Toyota's electric adverts spark confusion claims

Toyota is in the spotlight over the way it advertises its hybrid and electric vehicles. (HANDOUT/TOYOTA)

Regulators in Australia and around the world are being urged to take Toyota to task over the way it advertises hybrid vehicles.  

The US-based group, Eko, issued the call on Tuesday, claiming an analysis of Toyota websites in 23 countries showed the company used terms such as "electrified" and "electric" in its advertisements in ways that could mislead consumers. 

The group's report found a website dedicated to Toyota "electrified" vehicles had yet to list any battery electric cars, including its first that is due for release in Australia in February. 

But a Toyota Australia spokesman said consumers understood its advertisements for hybrid vehicles and argued electric vehicles could not "be the automotive industry's only answer to climate change". 

The report from Eko, titled Electrifraud, analysed 25 of Toyota's websites across 23 countries in January, including Australia.

It found Toyota's websites repeatedly used words including "electrification" and "electrified" on pages that featured hybrid, plug-in hybrid and hydrogen fuel cell vehicles, which the group claimed was an attempt to "capitalise on growing electric vehicle demand to sell more polluting vehicles".

Toyota's first electric vehicle, the bZ4X.
Toyota's first electric vehicle, the bZ4X, will be released in Australia in February. (Jennifer Dudley-Nicholson/AAP PHOTOS)

The report alleged the metadata on some Toyota websites had "misled Google's AI into conflating hybrids with electric vehicles" and resulted in incorrect search results.

Its authors noted Toyota's "electrified" website had yet to list the company's first battery electric vehicle, the bZ4X, and instead featured only hybrid and hydrogen cars. 

Eko campaigner Eoin Dubsky said the analysis proved the company was "greenwashing" advertising campaigns and called on Toyota to end "bait-and-switch tactics" to sell hybrid vehicles.

"Toyota simply has to change," he said. 

"Transport accounts for around 20 per cent of global carbon dioxide emissions ... (and) about 75 per cent of this is from road transport."

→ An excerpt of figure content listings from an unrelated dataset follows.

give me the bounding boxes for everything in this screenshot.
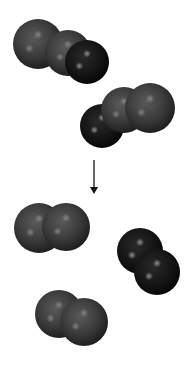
highlight-glint xyxy=(53,227,62,236)
product-molecule xyxy=(117,228,180,295)
reactant-molecule xyxy=(13,19,109,84)
highlight-glint xyxy=(83,50,91,58)
highlight-glint xyxy=(145,272,153,280)
highlight-glint xyxy=(146,94,155,103)
highlight-glint xyxy=(71,322,80,331)
highlight-glint xyxy=(62,214,71,223)
highlight-glint xyxy=(112,110,120,118)
highlight-glint xyxy=(56,53,64,61)
highlight-glint xyxy=(128,251,136,259)
product-molecule xyxy=(14,203,90,253)
highlight-glint xyxy=(34,30,43,39)
highlight-glint xyxy=(137,108,146,117)
product-molecule xyxy=(35,290,108,346)
highlight-glint xyxy=(55,301,64,310)
dark-atom xyxy=(65,40,109,84)
highlight-glint xyxy=(136,238,144,246)
highlight-glint xyxy=(153,259,161,267)
dark-atom xyxy=(134,249,180,295)
highlight-glint xyxy=(90,126,98,134)
highlight-glint xyxy=(80,309,89,318)
highlight-glint xyxy=(46,314,55,323)
highlight-glint xyxy=(75,62,83,70)
molecules-layer xyxy=(13,19,180,346)
reactant-molecule xyxy=(80,83,175,148)
gray-atom xyxy=(125,83,175,133)
gray-atom xyxy=(42,203,90,251)
gray-atom xyxy=(60,298,108,346)
highlight-glint xyxy=(35,214,44,223)
highlight-glint xyxy=(25,44,34,53)
reaction-arrow xyxy=(90,160,98,194)
arrow-down-icon xyxy=(90,187,98,194)
reaction-diagram xyxy=(0,0,196,370)
highlight-glint xyxy=(26,228,35,237)
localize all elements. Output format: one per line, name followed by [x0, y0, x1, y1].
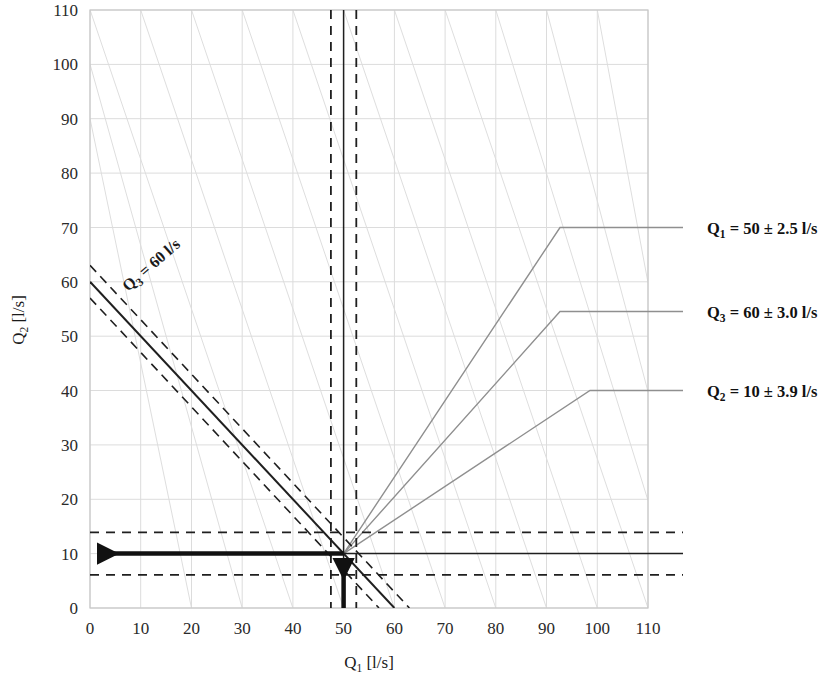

The report called on regulators including the including the Australian Competition and Consumer Commission, European Commission, UK Advertising Standards Authority and US Federal Trade Commission to investigate Toyota for inappropriate marketing and called on the ACCC to "urgently investigate the complaint about misleading advertising" filed by Greenpeace in March 2023.

The complaint made seven claims about Toyota's advertising, alleging its plans to reach net-zero by 2050 were misleading and that its hydrogen-powered cars should not be classified as "low-emission vehicles". 

A Toyota Australia spokesman told AAP the brand had chosen to back hybrid vehicles as cars "for the masses" because they were cheaper to produce than electric cars, used less petrol than traditional vehicles and would not put significant strain on mineral resources.

"Battery electric vehicles cannot be the automotive industry's only answer to climate change now," he said.

"Toyota hybrid-electric vehicles can make a positive impact by lowering (carbon dioxide) tailpipe emissions compared with equivalent petrol-only vehicles."

Toyota remained the top-selling vehicle brand in Australia in 2023, selling more than 215,000 new vehicles, according to the Federal Chamber of Automotive Industries.